-
Notifications
You must be signed in to change notification settings - Fork 1
New issue
Have a question about this project? Sign up for a free GitHub account to open an issue and contact its maintainers and the community.
By clicking “Sign up for GitHub”, you agree to our terms of service and privacy statement. We’ll occasionally send you account related emails.
Already on GitHub? Sign in to your account
Prepare EML for GBIF upload #83
base: main
Are you sure you want to change the base?
Conversation
I also think it's best to remove the external link to IMIS (like |
And I would remove all emails of all creators/contacts, since there are still some odd emails there. ORCID is sufficient. |
There was a problem hiding this comment.
Choose a reason for hiding this comment
The reason will be displayed to describe this comment to others. Learn more.
Looks good. The last paragraph in the description (that is added with our write_eml()

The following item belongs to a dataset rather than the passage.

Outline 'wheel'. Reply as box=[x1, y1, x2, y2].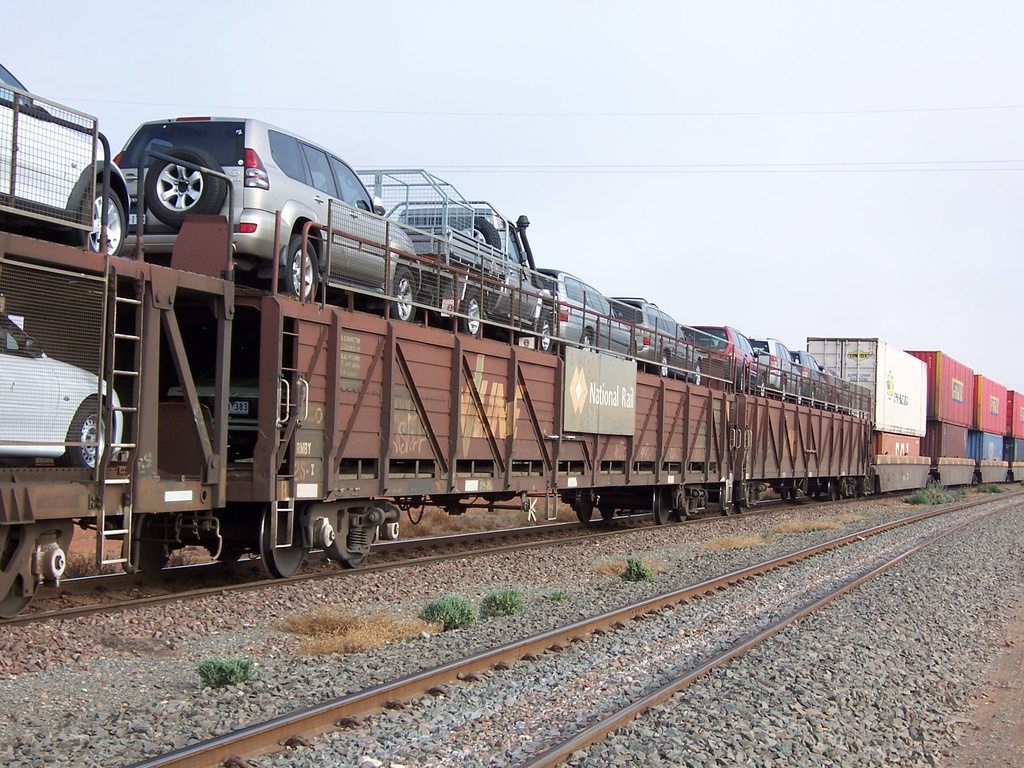
box=[602, 508, 615, 522].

function) has escaped HTML characters. I think we should wrap that in <![CDATA[
.
<para><![CDATA[This is an acoustic telemetry dataset published by the Research Institute for Nature and Forest (INBO). It contains animal (fish) tracking data collected by what later became the Permanent Belgian Acoustic Receiver Network <a href="https://lifewatch.be/en/fish-acoustic-receiver-network"> (https://lifewatch.be/en/fish-acoustic-receiver-network)</a> for the project/study 2011_rivierprik, using VEMCO tags (V7, V8) and receivers (VR2, VR2W). In total 39 adult individuals of river lamprey (<i>Lampetra fluviatilis</i>) were captured, tagged and released in 2011 and 2012, to study the effect of weirs and shipping locks on their upstream spawning migration in the tidal and/or non-tidal part of the Scheldt river and its tributaries.]]></para> | ||
<para>The disruption of longitudinal and lateral connectivity of rivers has led to ecological catastrophes such as the extinction of several diadromous fish species. River lamprey is an important indicator species for the integrity of ecosystems and connectivity within and between catchment areas. In the highly fragmented Scheldt river basin first restoration actions are undertaken, such as the building of nature-like bypasses. The migration patterns in the river catchment and their behaviour at a tidal barrier, lock-weir complexes and fish bypasses (passage timing and delay) in the upper Scheldt river show that the disrupted water management of the river and in consequence of its barriers and bypasses are one keys to (un)successful spawning migration in the catchment, beside spawning habitat deterioration.</para> | ||
<para>The study was commissioned by the Vlaamse Waterweg NV.</para> | ||
<para>Data have been standardized to Darwin Core using the <a href="https://inbo.github.io/etn/">etn</a> package and are downsampled to the first detection per hour. The original data are managed in the European Tracking Network data platform (<a href="https://lifewatch.be/etn/">https://lifewatch.be/etn/</a>) and are available in Buysse et al. (2020, <a href="https://doi.org/10.14284/429">https://doi.org/10.14284/429</a>).</para> |
There was a problem hiding this comment.
Choose a reason for hiding this comment
The reason will be displayed to describe this comment to others. Learn more.
It looks like this paragraph also needs to be wrapped in <![CDATA[
(cf. the first one). Can you update the script to do that?
This script prepares EML data extracted from IMIS for upload to a GBIF IPT.